The estimate of the number of people in the total population with the specific attribute of interest—in our case, who had an unmet need for family planning—is the sum of the weights:
ˆM=L∑h=1nk∑i=1mki∑j=1whij |
Because the sampling weights of the MDG survey have been standardized, the weights needed to be expanded back to the population scale in order to get an unbiased estimate of the population total. To achieve this, the weight for each case was multiplied by the ratio of total population of women aged 15-49 in Madagascar over the number of women aged 15-49 in our sample [12,13]. The total number of women aged 15-49 has been estimated at about 5.2 million. It is noted that due to the design effect of the complex sample, the weighted estimates of the total number of women with an unmet need for family planning have a larger variance than the one expected for a simple random sample of the same size [12]. Consequently, the confidence intervals can be quite large, particularly for indicators pertaining to smaller subsamples of women.
The third part of our analysis examines the correlates of various method-related reasons for non-use of family planning (health problems, fear of side-effects, lack of access, cost), as these are issues that could potentially be addressed through the integration of family planning services into other existing health services. We use logistic regression analysis to test the association between the reasons for non-use and indicators of sociodemographic status (age group, marital status, and children ever born), economic status (urban residence, education, wealth quintile), ever use of modern contraceptives, and indicators of mass media exposure to family planning messages in the past year (on radio, TV, and newspapers/magazines).
Table 1 shows the socioeconomic and demographic characteristics of our sample. The first column shows the characteristics of the sample of women aged 15-49 (n=15, 675). Tananarive and Fianarantsoa are the most populous regions with 31% and 19% of the women in the sample. Overall, 20% of women live in urban areas and 36% have attended secondary or higher education.

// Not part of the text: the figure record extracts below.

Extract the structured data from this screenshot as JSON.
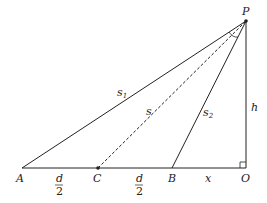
{
  "diagram": {
    "points": {
      "P": {
        "label": "P",
        "x": 246,
        "y": 21
      },
      "A": {
        "label": "A",
        "x": 22,
        "y": 168
      },
      "C": {
        "label": "C",
        "x": 98,
        "y": 168
      },
      "B": {
        "label": "B",
        "x": 172,
        "y": 168
      },
      "O": {
        "label": "O",
        "x": 246,
        "y": 168
      }
    },
    "segments": {
      "s1": {
        "label": "s",
        "sub": "1",
        "from": "A",
        "to": "P",
        "style": "solid"
      },
      "s": {
        "label": "s",
        "from": "C",
        "to": "P",
        "style": "dashed"
      },
      "s2": {
        "label": "s",
        "sub": "2",
        "from": "B",
        "to": "P",
        "style": "solid"
      },
      "h": {
        "label": "h",
        "from": "O",
        "to": "P",
        "style": "solid"
      },
      "base": {
        "from": "A",
        "to": "O",
        "style": "solid"
      }
    },
    "base_labels": {
      "AC": {
        "num": "d",
        "den": "2"
      },
      "CB": {
        "num": "d",
        "den": "2"
      },
      "BO": {
        "label": "x"
      }
    },
    "right_angle_at": "O",
    "angle_mark_at": "P",
    "colors": {
      "line": "#222222",
      "background": "#ffffff"
    }
  }
}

Almost two thirds of the women are married (65%), and over 60% have at least two children.
All women aged 15–49% | Women with an unmet need for FP % | |
(Former) Province | ||
Tananarive | 31.2 | 25.9 |
Fianarantsoa | 19.3 | 19.6 |
Tamatave | 16.1 | 15.6 |
Majunga | 11.7 | 14.5 |
Tulear | 14.0 | 13.4 |
Diego-Suarez | 7.7 | 11.0 |
Residence | ||
Rural | 79.6 | 82.7 |
Urban | 20.4 | 17.3 |
Education 1 | ||
None | 21.0 | 27.0 |
Primary | 42.9 | 43.7 |
Secondary+ | 36.1 | 29.3 |
Wealth Quintiles 2 | ||
Q1 (Poorest) | 16.2 | 19.9 |
Q2 | 17.9 | 21.0 |
Q3 | 19.3 | 19.8 |
Q4 | 21.4 | 18.8 |
Q5 (Wealthiest) | 25.2 | 20.6 |
Age Group | ||
15–19 | 21.3 | 13.5 |
20–24 | 17.9 | 16.2 |
25–29 | 15.8 | 15.9 |
30–34 | 14.5 | 15.8 |
35–39 | 12.7 | 15.4 |
40–44 | 10.1 | 14.9 |
45–49 | 7.7 | 8.4 |
Marital Status 3 | ||
Not married | 34.7 | 14.7 |
Married | 65.3 | 85.3 |
Number of children | ||
None | 22.2 | 10.7 |
One | 17.0 | 12.6 |
Two or three | 30.0 | 30.2 |
Four + | 30.8 | 46.5 |
Total | 100% (n = 15,675) | 100% (n = 2,499) |
Note: Weighted percentages; unweighted n of cases. Source: Institut National de la Statistique de Madagascar (INSTAT), 2014 (1 n=15,671; 2,497; 2 n=15,671; 2,499; 3 n=15,673; 2,499). |
The second column in Table 1 shows the characteristics of the subsample of women who have an unmet need for family planning (n=2, 499). Women with an unmet need for family planning have similar characteristics, but are somewhat less likely to reside in urban areas (27%) or to have secondary or higher education (29%). They also tend to be somewhat poorer and older than women in the general population. As anticipated, the large majority of women with an unmet need for family planning are married (85%) and have two or more children (77%).
To assess the potential for integrating family planning services into other health services we wanted to identify the types of health services that were used most often by women who reported having an unmet need for family planning. Figure 1 shows the percentage of women with an unmet need for family planning who reported having used different types of health services. The results indicate that 56% of women with an unmet need had visited at least one type of health service and that 46% did so during the 12 months preceding the survey.
About one out of every four women with an unmet need for family planning attended a health centre in the past year (28%) and one in five (22%) received an injection. Only 6% of women with an unmet need reported that they were visited by a community health agent who spoke about family planning during the past year.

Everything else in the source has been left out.